What was the first satellite data link that can properly be called an internet connection?
I'd say the first dial up across the pond that by chance happened to end up on a satellite connection:)
A less random candidate might be the SATNET demonstration of late 1977. Here satellite as well as mobile data links were used to transport TCP controlled packets between the California (US), England and Norway, using Intelsat IV-A and ground stations in West Virginia, US, Goonhilly, England and Tanum, Sweden.
(Picture taken from Wikipedia)
While the satellite link to Tanum was already used since 1973 for an ARPANET connection to NORSAR(*1), but of course with ARPANET's own protocol. After all, it was the time of great plurality: Many networks wit even more protocols:))
SATNET was the very reason the Internet Protocol was developed by Vint Cerf and others. SATNET, envisioned by Bob Kahn, was a packet network like ARPANET, but using its own protocols. It was developed with a focus on a single satellite connections shared between stations. By the mid 1970s it connected ground stations in Germany, Italy, Norway, UK and US. Those data channels were in parallel to the ARPANET ones.
Kahn thought about bridging between those networks by implementing an _Inter_net protocol allowing to maintain and route connections across different networks. Vint Cerf joined and combining Kahn's ideas with principles from the French CYCLADES network, which unlike ARPANET or SATNET was already designed for inter-networking. The result was TCP/IP and above setup of 1977, which might be considered not only the first satellite using Internet but also the first Internet at all :)
It's Complicated:
It feels as if this question is based on a false dichotomy of 'The Internet' vs. 'a' data link. If not a trichotomy.
The internet as we know it today is collection of applications using on the internet protocol suite, which in turn uses data links to transfer information. Neither of this defines how many computers are involved (*2),nor does it define what functionality must exist to call data link use 'Internet'. Thus any question using this dichotomy may be invalid in itself.
In addition, the question itself already illuminates the issue of fuzzy definition even further:
What was the first satellite data link that can properly be called an internet connection?
(Emphasis mine)
It's That 'Proper' Part Highlightening the Whole Issue
Internet is not only a very vague definition (*3) but also one that changed over time - not at least by gradual development of the protocols that build the internet.
Putting commercial/manufacturer specific applications like Facebook, Twitter or Instagram aside, It's safe to state that everything Joe Average sees is HTTP based - a protocol as recent as 1991 (*4).
Can There Be Internet Proper Without HTTP i.e. before 1991?
Older gents like yours truly will of course object and point to SMTP and NNTP being all they need. Except, that only pushes the date back at most to 1980 when SMTP application level protocols were moved to IP .Which also moves the question to
Can There Be An Internet Proper Without Application Protocols i.e. before 1980?
1980 is not only the year of many applications moving toward IP but also when the IP suite was extended with UDP. Which kicks the can further down the road as 'The Internet Protocol' and in turn TCP was only developed in 1974. Thus:
Can There Be An Internet Proper Without Internet Protocol itself i.e. before 1974?
Some may say yes, as the ARPANET, cited as the start of the internet (*5), started operations in 1967
So What?
Don't ask me. it all depends on your value of 'proper' Internet. One may be eager to find something spectacular early and twist as many adjectives as needed, or come down to a rather sober conclusion that satellite based internet is a nice thing to support remote operation, but otherwise was already outdated when the Internet became the Internet we know.
All of that still based on a
Regarding Mr.Manley point I'd say it's neither right nor wrong. It's a valid description for today's viewers about an achievement at a time when the internet we know was still just some fluctuations in the primordial soup it would some day evolve from.
*1 - Which in turn was already connected to ARPANET as early as 1971.
*2 - Well, commonly at least two would be nice, but all of those applications work as fine using localhost :))
*3 - For some people and/or even whole countries Facebook or Tick-Tock is the internet.
*4 - Though, he might name whatever browser he uses.
*5 - More rational, the ARPANET was just one of many networking attempts during the 60s and 70s. neither the first not the definitive one.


* **What you need to do**:
Scan the records for the word "interpersonal". Copy each line that includes it.

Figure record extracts

-=-=-=-=-

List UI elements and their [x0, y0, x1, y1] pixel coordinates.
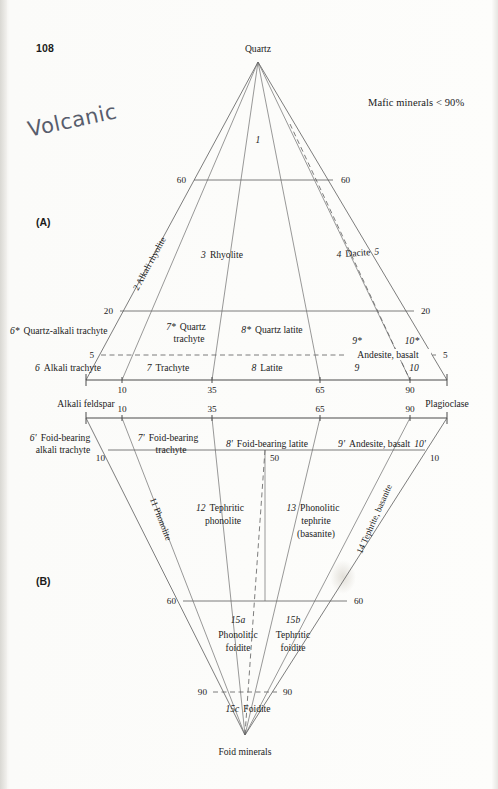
field-7-number: 7 [147, 362, 153, 373]
field-6-prime-number: 6' [30, 432, 38, 443]
field-8-name: Latite [260, 362, 282, 373]
divider-q-35 [212, 62, 258, 380]
field-13-line3: (basanite) [297, 528, 335, 540]
field-15c-number: 15c [225, 703, 240, 714]
field-4-5-group: 4Dacite5 [336, 246, 380, 260]
field-10-label: 10 [409, 362, 419, 373]
tick-label-q60-left: 60 [177, 175, 187, 185]
field-12-label: 12Tephritic [196, 502, 244, 513]
field-15a-number: 15a [231, 614, 246, 625]
field-8-star-name: Quartz latite [255, 324, 303, 335]
tick-label-ap2-35: 35 [207, 404, 217, 414]
field-7-name: Trachyte [156, 362, 190, 373]
field-15c-label: 15cFoidite [225, 703, 270, 714]
field-7-prime-line1: Foid-bearing [149, 432, 199, 443]
field-6-star-number: 6* [10, 325, 20, 336]
tick-label-f60-left: 60 [167, 596, 177, 606]
field-15a-line2: foidite [225, 642, 250, 653]
tick-label-f90-left: 90 [198, 687, 208, 697]
edge-q-a [86, 62, 258, 380]
field-9-prime-label: 9'Andesite, basalt10' [338, 438, 427, 449]
field-7-star-label: 7*Quartz [166, 321, 206, 332]
field-11-group: 11 Phonolite [148, 496, 174, 542]
field-6-label: 6Alkali trachyte [35, 362, 101, 373]
field-5-number: 5 [374, 246, 380, 257]
field-7-prime-number: 7' [138, 432, 146, 443]
field-4-name: Dacite [345, 246, 371, 259]
tick-label-ap2-90: 90 [405, 404, 415, 414]
tick-label-f50: 50 [270, 453, 280, 463]
tick-label-f10-left: 10 [96, 453, 106, 463]
tick-label-ap-35: 35 [207, 385, 217, 395]
field-15b-line1: Tephritic [276, 629, 311, 640]
field-11-label: 11 Phonolite [148, 496, 174, 542]
scanned-page: 108 Volcanic (A) (B) Mafic minerals < 90… [0, 0, 498, 789]
tick-label-f10-right: 10 [430, 453, 440, 463]
field-6-star-name: Quartz-alkali trachyte [24, 325, 108, 336]
tick-label-q20-left: 20 [104, 306, 114, 316]
tick-label-ap2-10: 10 [117, 404, 127, 414]
apex-label-quartz: Quartz [245, 43, 271, 54]
field-9-label: 9 [355, 362, 360, 373]
field-8-prime-number: 8' [226, 438, 234, 449]
edge-p-f [245, 418, 447, 735]
field-15b-number: 15b [286, 614, 301, 625]
field-7-star-line2: trachyte [174, 333, 205, 344]
field-15c-name: Foidite [243, 703, 270, 714]
field-3-number: 3 [200, 249, 206, 260]
divider-f-90 [245, 418, 410, 735]
tick-label-ap-10: 10 [117, 385, 127, 395]
field-2-group: 2 Alkali rhyolite [131, 235, 168, 292]
field-13-line1: Phonolitic [300, 502, 339, 513]
andesite-basalt-star-label: Andesite, basalt [357, 349, 419, 360]
tick-label-q60-right: 60 [341, 175, 351, 185]
field-3-label: 3Rhyolite [200, 249, 243, 260]
field-6-prime-label: 6'Foid-bearing [30, 432, 91, 443]
field-13-label: 13Phonolitic [286, 502, 339, 513]
field-13-number: 13 [286, 502, 296, 513]
field-15a-line1: Phonolitic [218, 629, 257, 640]
tick-label-q20-right: 20 [421, 306, 431, 316]
tick-label-f60-right: 60 [354, 596, 364, 606]
field-8-prime-name: Foid-bearing latite [237, 438, 308, 449]
qapf-diagram: Quartz 60 60 20 20 5 5 1 2 Alkali rhyoli… [0, 0, 498, 789]
field-10-star-label: 10* [405, 335, 420, 346]
field-6-prime-line2: alkali trachyte [36, 444, 91, 455]
field-12-line2: phonolite [205, 515, 241, 526]
field-7-prime-label: 7'Foid-bearing [138, 432, 199, 443]
field-7-star-number: 7* [166, 321, 176, 332]
field-15b-line2: foidite [280, 642, 305, 653]
field-6-number: 6 [35, 362, 40, 373]
field-7-star-line1: Quartz [180, 321, 206, 332]
field-8-label: 8Latite [251, 362, 282, 373]
field-3-name: Rhyolite [210, 249, 243, 260]
tick-label-q5-right: 5 [443, 350, 448, 360]
divider-f-10 [122, 418, 245, 735]
field-9-prime-name: Andesite, basalt [349, 438, 411, 449]
tick-label-q5-left: 5 [89, 350, 94, 360]
apex-label-foid-minerals: Foid minerals [218, 746, 271, 757]
tick-label-ap2-65: 65 [315, 404, 325, 414]
field-12-number: 12 [196, 502, 206, 513]
field-13-line2: tephrite [301, 515, 330, 526]
field-7-prime-line2: trachyte [156, 444, 187, 455]
field-14-label: 14 Tephrite, basanite [354, 483, 394, 556]
field-8-star-number: 8* [241, 324, 251, 335]
field-14-group: 14 Tephrite, basanite [354, 483, 394, 556]
divider-f-35 [212, 418, 245, 735]
tick-label-ap-90: 90 [405, 385, 415, 395]
tick-label-f90-right: 90 [283, 687, 293, 697]
field-2-label: 2 Alkali rhyolite [131, 235, 168, 292]
field-12-line1: Tephritic [210, 502, 245, 513]
field-8-star-label: 8*Quartz latite [241, 324, 302, 335]
apex-label-alkali-feldspar: Alkali feldspar [57, 398, 115, 409]
tick-label-ap-65: 65 [315, 385, 325, 395]
field-6-name: Alkali trachyte [44, 362, 101, 373]
field-6-star-label: 6*Quartz-alkali trachyte [10, 325, 108, 336]
field-7-label: 7Trachyte [147, 362, 190, 373]
edge-a-f [86, 418, 245, 735]
apex-label-plagioclase: Plagioclase [425, 398, 469, 409]
field-9-star-label: 9* [352, 335, 362, 346]
field-4-number: 4 [336, 248, 342, 259]
field-1-label: 1 [256, 134, 261, 145]
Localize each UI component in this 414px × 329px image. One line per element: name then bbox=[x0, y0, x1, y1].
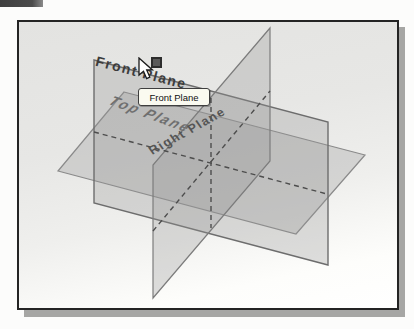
hover-tooltip: Front Plane bbox=[138, 88, 210, 106]
hover-tooltip-text: Front Plane bbox=[149, 92, 198, 103]
figure-page: Top Plane Right Plane Front Plane Front … bbox=[0, 0, 414, 329]
mouse-cursor-icon bbox=[137, 57, 155, 81]
cad-scene bbox=[0, 0, 414, 329]
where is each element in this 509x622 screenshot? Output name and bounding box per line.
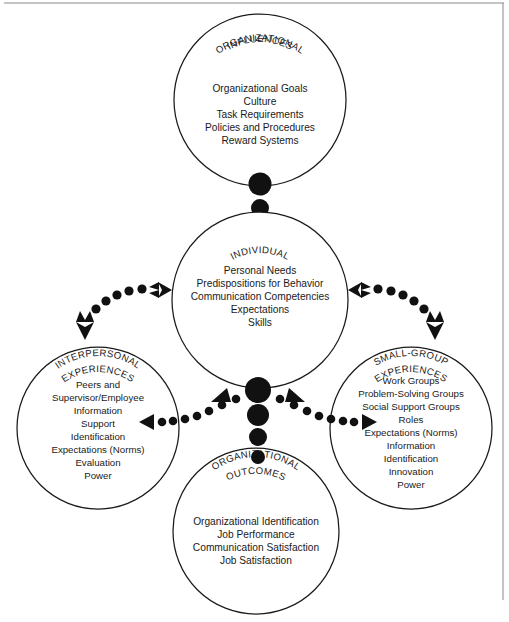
- small-group-experiences-item-3: Roles: [399, 414, 424, 425]
- hub-dot-3: [249, 428, 267, 446]
- organizational-influences-item-2: Task Requirements: [216, 109, 303, 120]
- node-organizational-influences[interactable]: ORGANIZATIONAL INFLUENCES Organizational…: [174, 14, 346, 186]
- interpersonal-experiences-item-2: Information: [74, 405, 122, 416]
- path-dot: [101, 296, 110, 305]
- interpersonal-experiences-item-7: Power: [84, 470, 112, 481]
- path-dot: [137, 284, 146, 293]
- hub-dot-2: [247, 404, 269, 426]
- path-dot: [158, 418, 167, 427]
- connector-individual-to-interpersonal: [76, 282, 172, 340]
- interpersonal-experiences-item-6: Evaluation: [75, 457, 120, 468]
- node-individual[interactable]: INDIVIDUAL Personal Needs Predisposition…: [172, 212, 348, 388]
- arrowhead-to-individual-left: [149, 282, 172, 298]
- individual-item-0: Personal Needs: [224, 265, 297, 276]
- individual-item-3: Expectations: [231, 304, 289, 315]
- small-group-experiences-item-5: Information: [387, 440, 435, 451]
- interpersonal-experiences-item-3: Support: [81, 418, 115, 429]
- small-group-experiences-item-7: Innovation: [389, 466, 434, 477]
- interpersonal-experiences-item-5: Expectations (Norms): [51, 444, 144, 455]
- organizational-outcomes-item-0: Organizational Identification: [193, 516, 319, 527]
- path-dot: [315, 412, 324, 421]
- path-dot: [193, 412, 202, 421]
- path-dot: [386, 286, 395, 295]
- path-dot: [398, 290, 407, 299]
- individual-item-2: Communication Competencies: [191, 291, 330, 302]
- arrowhead-hub-left: [211, 388, 231, 402]
- path-dot: [218, 401, 227, 410]
- small-group-experiences-item-8: Power: [397, 479, 425, 490]
- organizational-communication-model: ORGANIZATIONAL INFLUENCES Organizational…: [0, 0, 509, 622]
- path-dot: [91, 304, 100, 313]
- individual-item-4: Skills: [248, 317, 272, 328]
- small-group-experiences-item-6: Identification: [384, 453, 438, 464]
- organizational-outcomes-item-3: Job Satisfaction: [220, 555, 292, 566]
- path-dot: [112, 290, 121, 299]
- individual-item-1: Predispositions for Behavior: [197, 278, 324, 289]
- path-dot: [232, 395, 241, 404]
- organizational-influences-item-3: Policies and Procedures: [205, 122, 315, 133]
- path-dot: [181, 415, 190, 424]
- arrowhead-hub-right: [285, 388, 305, 402]
- arrowhead-to-small-group: [426, 311, 444, 340]
- node-organizational-outcomes[interactable]: ORGANIZATIONAL OUTCOMES Organizational I…: [173, 448, 339, 614]
- small-group-experiences-item-0: Work Groups: [383, 375, 440, 386]
- path-dot: [169, 417, 178, 426]
- organizational-influences-item-0: Organizational Goals: [212, 83, 307, 94]
- node-interpersonal-experiences[interactable]: INTERPERSONAL EXPERIENCES Peers and Supe…: [17, 347, 179, 509]
- hub-dot-1: [245, 377, 271, 403]
- diagram-canvas: ORGANIZATIONAL INFLUENCES Organizational…: [0, 0, 509, 622]
- node-small-group-experiences[interactable]: SMALL-GROUP EXPERIENCES Work Groups Prob…: [330, 347, 492, 509]
- connector-individual-to-small-group: [348, 282, 444, 340]
- small-group-experiences-item-1: Problem-Solving Groups: [358, 388, 464, 399]
- interpersonal-experiences-item-1: Supervisor/Employee: [52, 392, 144, 403]
- interpersonal-experiences-item-4: Identification: [71, 431, 125, 442]
- path-dot: [303, 407, 312, 416]
- connector-influences-to-individual: [249, 173, 272, 218]
- path-dot: [276, 395, 285, 404]
- path-dot: [205, 407, 214, 416]
- path-dot: [419, 304, 428, 313]
- arrowhead-to-interpersonal: [76, 311, 94, 340]
- organizational-influences-item-1: Culture: [244, 96, 277, 107]
- path-dot: [290, 401, 299, 410]
- small-group-experiences-item-2: Social Support Groups: [362, 401, 460, 412]
- path-dot: [124, 286, 133, 295]
- small-group-experiences-item-4: Expectations (Norms): [364, 427, 457, 438]
- junction-dot-upper: [249, 173, 272, 196]
- central-hub: [211, 377, 305, 464]
- organizational-influences-item-4: Reward Systems: [222, 135, 299, 146]
- organizational-outcomes-item-2: Communication Satisfaction: [193, 542, 319, 553]
- path-dot: [350, 418, 359, 427]
- hub-dot-4: [251, 450, 265, 464]
- path-dot: [409, 296, 418, 305]
- interpersonal-experiences-item-0: Peers and: [76, 379, 120, 390]
- path-dot: [327, 415, 336, 424]
- organizational-outcomes-item-1: Job Performance: [217, 529, 295, 540]
- arrowhead-to-individual-right: [348, 282, 371, 298]
- path-dot: [373, 284, 382, 293]
- path-dot: [339, 417, 348, 426]
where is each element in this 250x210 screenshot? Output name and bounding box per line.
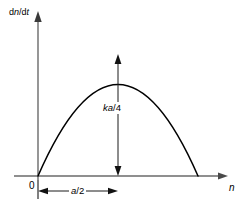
- x-axis-label: n: [229, 183, 235, 193]
- figure-container: dn/dt n 0 ka/4 a/2: [0, 0, 250, 210]
- peak-height-down-arrowhead: [115, 166, 122, 176]
- half-width-right-arrowhead: [108, 188, 118, 194]
- peak-height-label-var: ka: [103, 102, 113, 113]
- peak-height-label-rest: /4: [113, 102, 121, 113]
- y-axis-label: dn/dt: [9, 8, 29, 17]
- peak-height-up-arrowhead: [115, 54, 122, 64]
- plot-canvas: [0, 0, 250, 210]
- origin-label: 0: [29, 181, 35, 191]
- y-axis-label-var-n: n: [14, 7, 19, 17]
- half-width-label-rest: /2: [76, 185, 84, 196]
- y-axis-label-var-t: t: [27, 7, 30, 17]
- peak-height-label: ka/4: [101, 102, 123, 114]
- half-width-label: a/2: [69, 186, 86, 196]
- x-axis-arrowhead: [218, 173, 228, 180]
- y-axis-arrowhead: [34, 11, 41, 22]
- half-width-left-arrowhead: [38, 188, 48, 194]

-=-=-=-=-

* **Output for this task**:
- interpersonal-experiences-item-2: Information: [74, 405, 122, 416]
- interpersonal-experiences-item-7: Power: [84, 470, 112, 481]
- connector-individual-to-interpersonal: [76, 282, 172, 340]
- interpersonal-experiences-item-6: Evaluation: [75, 457, 120, 468]
- interpersonal-experiences-item-3: Support: [81, 418, 115, 429]
- interpersonal-experiences-item-5: Expectations (Norms): [51, 444, 144, 455]
- node-interpersonal-experiences[interactable]: INTERPERSONAL EXPERIENCES Peers and Supe…: [17, 347, 179, 509]
- interpersonal-experiences-item-1: Supervisor/Employee: [52, 392, 144, 403]
- interpersonal-experiences-item-4: Identification: [71, 431, 125, 442]
- arrowhead-to-interpersonal: [76, 311, 94, 340]
- interpersonal-experiences-item-0: Peers and: [76, 379, 120, 390]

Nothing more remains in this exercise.